Grepular

Private Location Tracking/Sharing

Written 7 years ago by Mike Cardwell

For a while now, on and off, I’ve been looking for a way to live track my location and hook it into my home automation setup. This is a difficult task to achieve when you care about your privacy. I am not interested in giving another third party a history of my movements; it’s bad enough that my cell provider gets this information due to my need to connect to cell towers. I don’t care if your privacy policy tells me you wont share my information and your CEO tells me you “take security very seriously”. That wont help me when you get hacked or decide to change your privacy policy.

Anyway, I’ve finally found a solution which fits my needs perfectly. In fact, it comfortably exceeds my requirements by virtue of being open source. The application I’m talking about is OwnTracks (source). It comes in both Android and iOS flavours, and it allows you (in fact, encourages you) to use your own server.

The server can be either a HTTP service, or preferably an MQTT service. Despite my initial desire to go the HTTP route, I heeded the advice in the OwnTracks documentation and looked into MQTT (not being something I’d heard of before), and I’m glad I did. With a quick “apt-get install mosquitto mosquitto-clients” and a few minutes of reading documentation, I had an MQTT server installed and configured.

I believe the behaviour is different for iOS devices, but on Android devices at least, OwnTracks connects to your MQTT server, and publishes location updates as blobs of JSON. You can connect up other MQTT clients to that server and listen out for those events. I use the excellent NodeJS “mqtt“ package to do exactly this. You can also configure authentication and ACLs to control which users have access to which locations, meaning that you can optionally share location data with other friends who connect to your MQTT server. The OwnTracks app displays the locations of everyone you can see, on a map. And if your friends don’t want to connect to your MQTT server? They can connect to their own, and you can bridge them together!

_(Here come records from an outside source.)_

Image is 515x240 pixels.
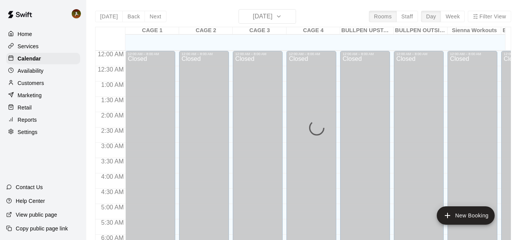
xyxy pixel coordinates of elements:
p: Calendar [18,55,41,62]
button: add [437,207,495,225]
div: Sienna Workouts [447,27,501,35]
div: CAGE 2 [179,27,233,35]
div: CAGE 4 [286,27,340,35]
div: 12:00 AM – 8:00 AM [128,52,173,56]
div: 12:00 AM – 8:00 AM [289,52,334,56]
a: Home [6,28,80,40]
div: 12:00 AM – 8:00 AM [396,52,441,56]
span: 3:00 AM [99,143,126,150]
a: Reports [6,114,80,126]
span: 5:00 AM [99,204,126,211]
div: CAGE 3 [233,27,286,35]
p: Home [18,30,32,38]
p: Reports [18,116,37,124]
p: Copy public page link [16,225,68,233]
span: 3:30 AM [99,158,126,165]
p: Help Center [16,197,45,205]
p: Contact Us [16,184,43,191]
a: Services [6,41,80,52]
p: Availability [18,67,44,75]
div: BULLPEN UPSTAIRS [340,27,394,35]
div: CAGE 1 [125,27,179,35]
p: Retail [18,104,32,112]
span: 4:30 AM [99,189,126,196]
span: 1:00 AM [99,82,126,88]
span: 1:30 AM [99,97,126,104]
a: Customers [6,77,80,89]
div: 12:00 AM – 8:00 AM [450,52,495,56]
span: 12:00 AM [96,51,126,58]
a: Marketing [6,90,80,101]
p: Services [18,43,39,50]
p: View public page [16,211,57,219]
a: Availability [6,65,80,77]
span: 12:30 AM [96,66,126,73]
a: Retail [6,102,80,113]
p: Marketing [18,92,42,99]
div: 12:00 AM – 8:00 AM [235,52,280,56]
span: 2:30 AM [99,128,126,134]
div: 12:00 AM – 8:00 AM [181,52,227,56]
p: Settings [18,128,38,136]
span: 4:00 AM [99,174,126,180]
div: Cody Hansen [70,6,86,21]
img: Cody Hansen [72,9,81,18]
a: Calendar [6,53,80,64]
span: 2:00 AM [99,112,126,119]
span: 5:30 AM [99,220,126,226]
div: BULLPEN OUTSIDE [394,27,447,35]
p: Customers [18,79,44,87]
div: 12:00 AM – 8:00 AM [342,52,388,56]
a: Settings [6,127,80,138]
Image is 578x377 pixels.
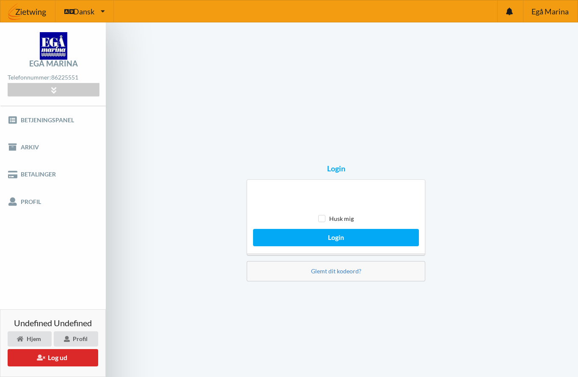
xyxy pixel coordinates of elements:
button: Login [253,229,419,246]
span: Dansk [73,8,94,15]
span: Egå Marina [531,8,568,15]
div: Login [327,164,345,173]
button: Log ud [8,349,98,366]
div: Profil [54,331,98,346]
div: Hjem [8,331,52,346]
div: Telefonnummer: [8,72,99,83]
span: undefined undefined [14,318,92,327]
img: logo [40,32,67,60]
div: Egå Marina [29,60,78,67]
strong: 86225551 [51,74,78,81]
a: Glemt dit kodeord? [311,267,361,274]
label: Husk mig [318,215,353,222]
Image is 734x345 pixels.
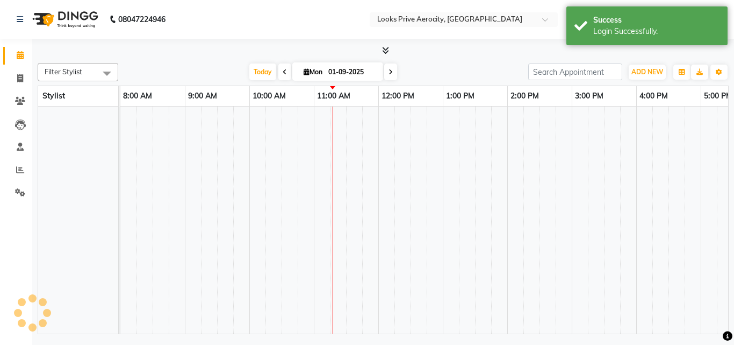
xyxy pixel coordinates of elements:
b: 08047224946 [118,4,166,34]
img: logo [27,4,101,34]
a: 10:00 AM [250,88,289,104]
a: 11:00 AM [314,88,353,104]
button: ADD NEW [629,65,666,80]
div: Login Successfully. [593,26,720,37]
input: Search Appointment [528,63,622,80]
a: 8:00 AM [120,88,155,104]
a: 4:00 PM [637,88,671,104]
span: Filter Stylist [45,67,82,76]
span: Mon [301,68,325,76]
span: Stylist [42,91,65,101]
a: 3:00 PM [572,88,606,104]
a: 9:00 AM [185,88,220,104]
span: Today [249,63,276,80]
a: 12:00 PM [379,88,417,104]
a: 1:00 PM [443,88,477,104]
input: 2025-09-01 [325,64,379,80]
span: ADD NEW [632,68,663,76]
div: Success [593,15,720,26]
a: 2:00 PM [508,88,542,104]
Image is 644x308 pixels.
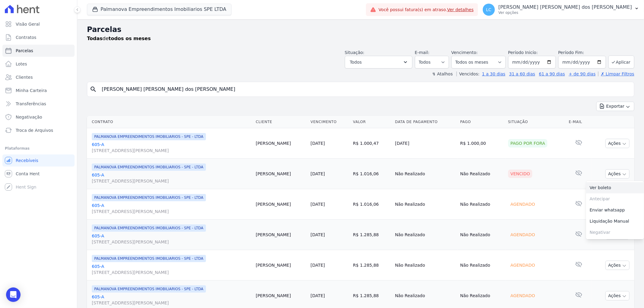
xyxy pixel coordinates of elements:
td: [PERSON_NAME] [254,189,308,220]
a: Lotes [3,58,75,70]
label: Período Fim: [559,50,606,56]
span: Parcelas [16,48,33,54]
label: E-mail: [415,50,430,55]
span: Negativação [16,114,42,120]
a: Transferências [3,98,75,110]
th: Data de Pagamento [393,116,458,128]
span: Recebíveis [16,157,38,164]
td: Não Realizado [458,220,506,250]
a: Contratos [3,31,75,44]
a: 31 a 60 dias [509,71,535,76]
a: Parcelas [3,45,75,57]
a: [DATE] [311,263,325,268]
a: ✗ Limpar Filtros [598,71,634,76]
span: Troca de Arquivos [16,127,53,133]
p: Ver opções [498,10,632,15]
strong: Todas [87,36,103,41]
a: [DATE] [311,232,325,237]
th: Pago [458,116,506,128]
span: Você possui fatura(s) em atraso. [379,7,474,13]
span: Contratos [16,34,36,40]
a: 605-A[STREET_ADDRESS][PERSON_NAME] [92,294,251,306]
button: Ações [606,261,630,270]
a: Visão Geral [3,18,75,30]
td: [PERSON_NAME] [254,220,308,250]
th: Vencimento [308,116,351,128]
span: [STREET_ADDRESS][PERSON_NAME] [92,300,251,306]
span: PALMANOVA EMPREENDIMENTOS IMOBILIARIOS - SPE - LTDA [92,194,206,201]
td: R$ 1.285,88 [351,250,393,281]
a: 605-A[STREET_ADDRESS][PERSON_NAME] [92,233,251,245]
td: Não Realizado [458,159,506,189]
th: Valor [351,116,393,128]
span: Antecipar [586,193,644,204]
input: Buscar por nome do lote ou do cliente [98,83,632,95]
div: Open Intercom Messenger [6,288,20,302]
button: Ações [606,291,630,300]
a: 605-A[STREET_ADDRESS][PERSON_NAME] [92,263,251,275]
button: Aplicar [609,56,634,68]
td: Não Realizado [393,189,458,220]
div: Plataformas [5,145,72,152]
button: Ações [606,139,630,148]
div: Agendado [508,231,538,239]
span: Negativar [586,227,644,238]
a: Conta Hent [3,167,75,180]
span: Lotes [16,61,27,67]
span: PALMANOVA EMPREENDIMENTOS IMOBILIARIOS - SPE - LTDA [92,133,206,140]
td: Não Realizado [458,189,506,220]
a: Enviar whatsapp [586,204,644,216]
th: Situação [506,116,566,128]
button: Ações [606,169,630,178]
div: Agendado [508,291,538,300]
td: Não Realizado [393,250,458,281]
div: Vencido [508,170,533,178]
td: Não Realizado [458,250,506,281]
a: + de 90 dias [569,71,596,76]
label: Vencimento: [451,50,478,55]
button: Palmanova Empreendimentos Imobiliarios SPE LTDA [87,3,232,15]
span: [STREET_ADDRESS][PERSON_NAME] [92,239,251,245]
p: [PERSON_NAME] [PERSON_NAME] dos [PERSON_NAME] [498,4,632,10]
a: Minha Carteira [3,84,75,97]
span: [STREET_ADDRESS][PERSON_NAME] [92,147,251,154]
a: 61 a 90 dias [539,71,565,76]
td: Não Realizado [393,220,458,250]
th: E-mail [566,116,592,128]
td: [PERSON_NAME] [254,159,308,189]
button: Exportar [597,102,634,111]
a: Negativação [3,111,75,123]
span: Todos [350,58,362,66]
span: [STREET_ADDRESS][PERSON_NAME] [92,269,251,275]
td: [PERSON_NAME] [254,128,308,159]
span: Minha Carteira [16,87,47,94]
td: R$ 1.016,06 [351,189,393,220]
a: [DATE] [311,141,325,146]
span: Transferências [16,100,46,107]
span: PALMANOVA EMPREENDIMENTOS IMOBILIARIOS - SPE - LTDA [92,224,206,231]
td: Não Realizado [393,159,458,189]
th: Cliente [254,116,308,128]
strong: todos os meses [109,36,151,41]
a: Recebíveis [3,154,75,167]
td: R$ 1.000,00 [458,128,506,159]
label: ↯ Atalhos [432,71,453,76]
a: Clientes [3,71,75,83]
div: Agendado [508,200,538,208]
td: R$ 1.000,47 [351,128,393,159]
a: 605-A[STREET_ADDRESS][PERSON_NAME] [92,172,251,184]
h2: Parcelas [87,24,634,35]
span: Clientes [16,74,33,80]
button: LC [PERSON_NAME] [PERSON_NAME] dos [PERSON_NAME] Ver opções [478,1,644,18]
i: search [90,86,97,93]
span: LC [486,7,491,12]
a: [DATE] [311,293,325,298]
td: R$ 1.285,88 [351,220,393,250]
span: [STREET_ADDRESS][PERSON_NAME] [92,178,251,184]
label: Vencidos: [457,71,480,76]
div: Pago por fora [508,139,548,147]
span: PALMANOVA EMPREENDIMENTOS IMOBILIARIOS - SPE - LTDA [92,164,206,171]
label: Período Inicío: [508,50,538,55]
td: [DATE] [393,128,458,159]
th: Contrato [87,116,254,128]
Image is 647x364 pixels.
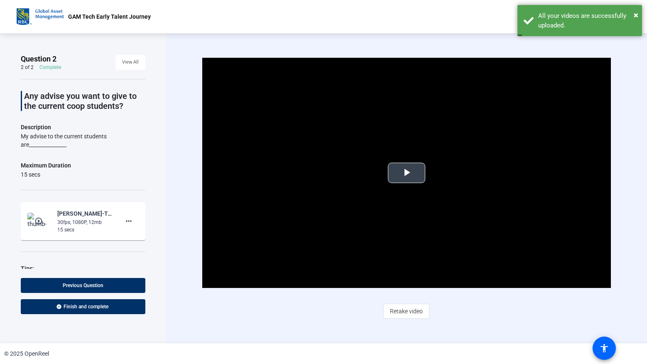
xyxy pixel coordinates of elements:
img: thumb-nail [27,213,52,229]
span: View All [122,56,139,69]
div: My advise to the current students are_______________ [21,132,145,149]
mat-icon: more_horiz [124,216,134,226]
span: Retake video [390,303,423,319]
button: View All [115,55,145,70]
div: All your videos are successfully uploaded. [538,11,636,30]
button: Retake video [383,304,429,318]
div: © 2025 OpenReel [4,349,49,358]
span: × [634,10,638,20]
p: GAM Tech Early Talent Journey [68,12,151,22]
div: 30fps, 1080P, 12mb [57,218,113,226]
span: Previous Question [63,282,103,288]
button: Finish and complete [21,299,145,314]
img: OpenReel logo [17,8,64,25]
div: Video Player [202,58,611,288]
span: Question 2 [21,54,56,64]
div: Tips: [21,263,145,273]
div: Complete [39,64,61,71]
button: Previous Question [21,278,145,293]
p: Description [21,122,145,132]
mat-icon: play_circle_outline [34,217,44,225]
div: 2 of 2 [21,64,34,71]
button: Play Video [388,163,425,183]
div: 15 secs [57,226,113,233]
span: Finish and complete [64,303,108,310]
div: [PERSON_NAME]-Tech town hall 2025-GAM Tech Early Talent Journey-1758503060797-webcam [57,208,113,218]
mat-icon: accessibility [599,343,609,353]
div: Maximum Duration [21,160,71,170]
div: 15 secs [21,170,71,179]
p: Any advise you want to give to the current coop students? [24,91,145,111]
button: Close [634,9,638,21]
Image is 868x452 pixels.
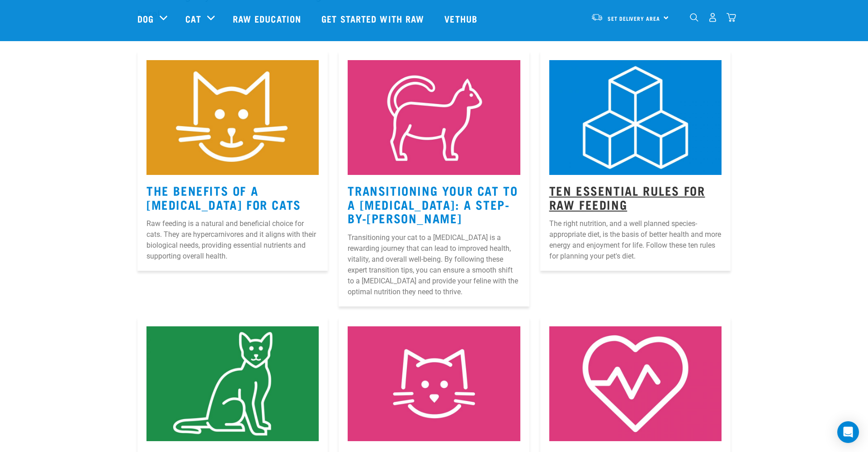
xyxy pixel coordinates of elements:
[224,1,313,36] a: Raw Education
[348,232,520,297] p: Transitioning your cat to a [MEDICAL_DATA] is a rewarding journey that can lead to improved healt...
[147,187,301,207] a: The Benefits Of A [MEDICAL_DATA] For Cats
[708,13,717,22] img: user.png
[591,13,603,21] img: van-moving.png
[549,187,705,207] a: Ten Essential Rules for Raw Feeding
[607,17,660,20] span: Set Delivery Area
[185,12,200,25] a: Cat
[147,218,319,262] p: Raw feeding is a natural and beneficial choice for cats. They are hypercarnivores and it aligns w...
[137,12,153,25] a: Dog
[313,1,435,36] a: Get started with Raw
[549,326,721,441] img: 5.jpg
[549,218,721,262] p: The right nutrition, and a well planned species-appropriate diet, is the basis of better health a...
[690,13,698,22] img: home-icon-1@2x.png
[837,421,859,443] div: Open Intercom Messenger
[348,326,520,441] img: Kitten-Icon.jpg
[348,187,517,221] a: Transitioning Your Cat to a [MEDICAL_DATA]: A Step-by-[PERSON_NAME]
[147,326,319,441] img: 3.jpg
[435,1,488,36] a: Vethub
[147,60,319,175] img: Instagram_Core-Brand_Wildly-Good-Nutrition-2.jpg
[726,13,736,22] img: home-icon@2x.png
[348,60,520,175] img: Instagram_Core-Brand_Wildly-Good-Nutrition-13.jpg
[549,60,721,175] img: 1.jpg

Battery life? OwnTracks seems to work hard to not work hard. OwnTracks asks your device to notify it only when it’s in motion, or when you’ve entered or left a user defined waypoint. When you’re in motion, it will publish location updates to the server according to user defined time periods and distances travelled.

There was one issue with the above algorithm. If your phone is stationary for a long period of time, you don’t get updates (I believe the iOS version can be set to send on an interval). So when your last published location was 12 hours ago, you don’t know if you haven’t received any updates because you haven’t moved, or because your phone ran out of battery/network access. To deal with this, I enabled “Remote commands” in the OwnTracks interface, and set up a job on my server to run the following command every 30 minutes:

mosquitto_pub -u YourUsername -P YourPassword -t 'owntracks/mike/phone/cmd' -m '{"_type":"cmd","action":"reportLocation"}'

OwnTracks not only publishes to the MQTT server, but it subscribes to “topics” on it too, so when it sees a “reportLocation” request. It knows that it should immediately report it’s location. This means I get updates at least every half an hour regardless of whether or not I’ve moved.

And if there is no network access? OwnTracks batches up the location changes and publishes them once network access is available again.

Don’t have a static IP to stick an MQTT server on? You have a permanently running machine, but it’s behind a weird NAT setup that you can’t get around? If you have an Android phone, fear not, you can run your MQTT server behind a Tor Hidden Service, install Orbot on your device, configure Orbot to force all traffic from OwnTracks through Tor, and configure OwnTracks to talk to your hidden service hostname. How do I know that this works? Because that’s exactly what I’m doing. This has the added benefit that anybody monitoring your servers network (your ISP or hosting provider), wont be able to track your movements from IP to IP due to your regular MQTT traffic.

And to top it all, the documentation is excellent: detailed, but not dumbed down; and the developers are quick to respond to issues on Github.